Abstract

To determine whether the inhibition of steroid synthesis with trilostane (TRL) affects synthesis of the cumulus expansion-associated glycosaminoglycan, haluronic acid (HA), in macaque culumus-oocyte-complexes (COCs) in the absence or presence of gonadotropins or prostaglandin E2 (PGE2). Nonhuman primate model, 3x2 factorial design, randomized, controlled study. Healthy macaque (n=5) COCs (n=3-6/group/animal) from 0.5-1.5mm small antral follicles during spontaneous menstrual cycles were cultured with or without TRL (250ng/ml) in 1) TALP media with 5% charcoal-stripped monkey serum (CON), 2) media plus gonadotropins (FSH, LH; 75 mIU/ml each), or 3) media plus PGE2 (5ng/ml) for 30 hours in 5% CO2. Following culture, COCs were fixed, immunolabeled with HA binding protein, phalloidin (actin) and Hoechst 33342 (DNA), and imaged by confocal microscopy.

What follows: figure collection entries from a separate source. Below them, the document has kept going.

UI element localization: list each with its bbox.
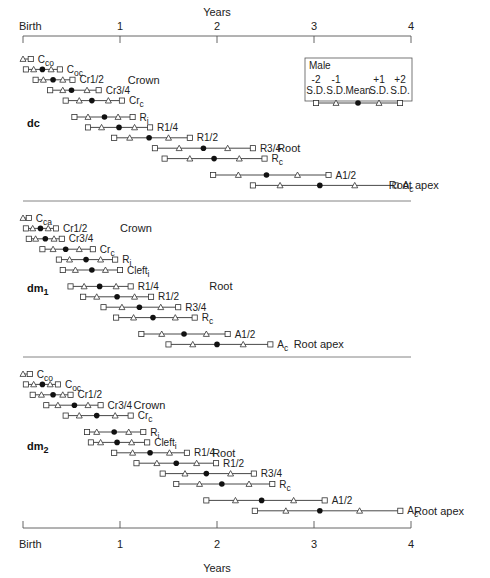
stage-label: Rc <box>272 153 284 167</box>
x-tick-label: 2 <box>214 20 220 32</box>
stage-row: Clefti <box>60 265 149 279</box>
mean-dot-marker <box>146 135 152 141</box>
phase-annotation: Crown <box>128 74 160 86</box>
stage-label: Crc <box>138 410 154 424</box>
dental-development-chart: Birth1234Years Birth1234Years Male-2S.D.… <box>0 0 490 578</box>
mean-dot-marker <box>211 156 217 162</box>
mean-dot-marker <box>114 440 120 446</box>
mean-dot-marker <box>97 284 103 290</box>
phase-annotation: Root apex <box>294 338 345 350</box>
phase-annotation: Root apex <box>389 179 440 191</box>
sd2-square-marker <box>397 100 402 105</box>
x-tick-label: Birth <box>19 538 42 550</box>
sd2-square-marker <box>30 392 35 397</box>
sd2-square-marker <box>145 440 150 445</box>
sd2-square-marker <box>114 315 119 320</box>
stage-row: R3/4 <box>152 143 281 154</box>
phase-annotation: Root <box>277 142 300 154</box>
stage-label: Cr1/2 <box>63 223 88 234</box>
sd2-square-marker <box>250 183 255 188</box>
mean-dot-marker <box>89 267 95 273</box>
stage-row: Crc <box>63 410 153 424</box>
stage-label: R1/4 <box>157 122 179 133</box>
sd2-square-marker <box>322 498 327 503</box>
mean-dot-marker <box>50 392 56 398</box>
legend-entry-bottom: S.D. <box>306 85 325 96</box>
sd2-square-marker <box>27 371 32 376</box>
sd2-square-marker <box>63 413 68 418</box>
sd2-square-marker <box>63 98 68 103</box>
top-x-axis: Birth1234Years <box>19 6 414 43</box>
stage-row: Rc <box>114 312 214 326</box>
sd2-square-marker <box>72 114 77 119</box>
mean-dot-marker <box>204 471 210 477</box>
sd2-square-marker <box>88 440 93 445</box>
x-tick-label: 3 <box>311 20 317 32</box>
stage-row: R1/4 <box>112 447 216 458</box>
sd2-square-marker <box>162 156 167 161</box>
stage-row: Cco <box>20 369 53 383</box>
stage-label: Clefti <box>154 437 177 451</box>
stage-label: R1/4 <box>138 281 160 292</box>
legend-entry-top: -1 <box>332 74 341 85</box>
mean-dot-marker <box>259 498 265 504</box>
panel-label: dm2 <box>27 440 49 455</box>
mean-dot-marker <box>219 481 225 487</box>
stage-label: Ri <box>140 112 149 126</box>
x-tick-label: Birth <box>19 20 42 32</box>
stage-row: Cca <box>20 213 52 227</box>
stage-row: A1/2 <box>211 170 357 181</box>
bottom-x-axis: Birth1234Years <box>19 521 414 574</box>
sd2-square-marker <box>225 331 230 336</box>
stage-row: Crc <box>63 95 144 109</box>
stage-label: R1/2 <box>197 132 219 143</box>
sd2-square-marker <box>60 267 65 272</box>
stage-label: R3/4 <box>261 468 283 479</box>
stage-row: Rc <box>162 153 284 167</box>
sd2-square-marker <box>48 88 53 93</box>
stage-label: Clefti <box>127 265 150 279</box>
x-axis-title: Years <box>203 562 231 574</box>
legend-entry-bottom: S.D. <box>369 85 388 96</box>
sd2-square-marker <box>213 461 218 466</box>
stage-label: Cr1/2 <box>78 389 103 400</box>
mean-dot-marker <box>69 87 75 93</box>
sd2-square-marker <box>113 257 118 262</box>
sd2-square-marker <box>23 382 28 387</box>
mean-dot-marker <box>63 246 69 252</box>
sd2-square-marker <box>211 172 216 177</box>
mean-dot-marker <box>173 460 179 466</box>
sd2-square-marker <box>251 471 256 476</box>
mean-dot-marker <box>94 413 100 419</box>
phase-annotation: Crown <box>120 222 152 234</box>
sd2-square-marker <box>117 267 122 272</box>
stage-label: Cco <box>38 54 54 68</box>
sd2-square-marker <box>70 77 75 82</box>
stage-row: A1/2 <box>204 495 353 506</box>
sd2-square-marker <box>40 247 45 252</box>
sd2-square-marker <box>160 471 165 476</box>
sd2-square-marker <box>84 429 89 434</box>
x-axis-title: Years <box>203 6 231 18</box>
sd2-square-marker <box>90 247 95 252</box>
legend-entry-bottom: S.D. <box>326 85 345 96</box>
stage-row: Cr1/2 <box>23 223 88 234</box>
sd2-square-marker <box>119 98 124 103</box>
stage-row: Crc <box>40 244 116 258</box>
x-tick-label: 4 <box>408 538 414 550</box>
stage-row: Ac <box>166 339 289 353</box>
legend-entry-bottom: S.D. <box>390 85 409 96</box>
sd2-square-marker <box>270 481 275 486</box>
sd2-square-marker <box>56 257 61 262</box>
stage-row: A1/2 <box>139 329 256 340</box>
panel-dm1: dm1CcaCr1/2Cr3/4CrcRiCleftiR1/4R1/2R3/4R… <box>20 213 344 353</box>
legend-entry-bottom: Mean <box>345 85 370 96</box>
stage-label: Crc <box>129 95 145 109</box>
sd2-square-marker <box>139 331 144 336</box>
stage-row: Clefti <box>88 437 176 451</box>
sd2-square-marker <box>81 294 86 299</box>
sd2-square-marker <box>176 305 181 310</box>
sd2-square-marker <box>134 461 139 466</box>
x-tick-label: 3 <box>311 538 317 550</box>
mean-dot-marker <box>355 100 361 106</box>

Non-cultured COCs were used as negative controls for HA staining. HA staining intensity for each COC was assigned a score (1 to 3) by 3 blind observers based on the percentage (%) of extracellular space occupied by HA; “1”: less than 25%, “2”: 25-75%, “3”-over 75%. Statistical significance (p≤0.05) was determined using the SAS GLM method. Non-cultured COCs exhibited no HA staining. In CON and CON+TRL groups, HA staining remained low and unchanged. Gonadotropins (p<0.05) as well as PGE2 (p<0.05) increased HA staining in cultured COCs in comparison to that of the CON. HA localized to the extracellular matrix between neighboring cumulus cells and sometimes concentrated in the outermost area of expanded COCs, resulting in a ring-like appearance surrounding the COC. However, addition of TRL reduced (p<0.01) HA staining in the FSH+LH+TRL group compared to FSH+LH alone. Interestingly, TRL did not alter HA staining (p=0.66) in the PGE2+TRL group in comparison to COCs treated with PGE2 alone. In macaque COCs, cumulus expansion and HA expression appears to be steroid-dependent during gonadotropin stimulation, but either independent of steroid hormones or downstream of the steroid hormone signaling pathway during PGE2 induction of cumulus expansion. This study supports an important role of steroid hormones in the intrafollicular environment for cumulus expansion during oocyte maturation in primates, and has implications for improving in vitro fertilization techniques and fertility preservation in humans. Ongoing studies include hormone replacement to determine which steroid hormone is required for HA synthesis.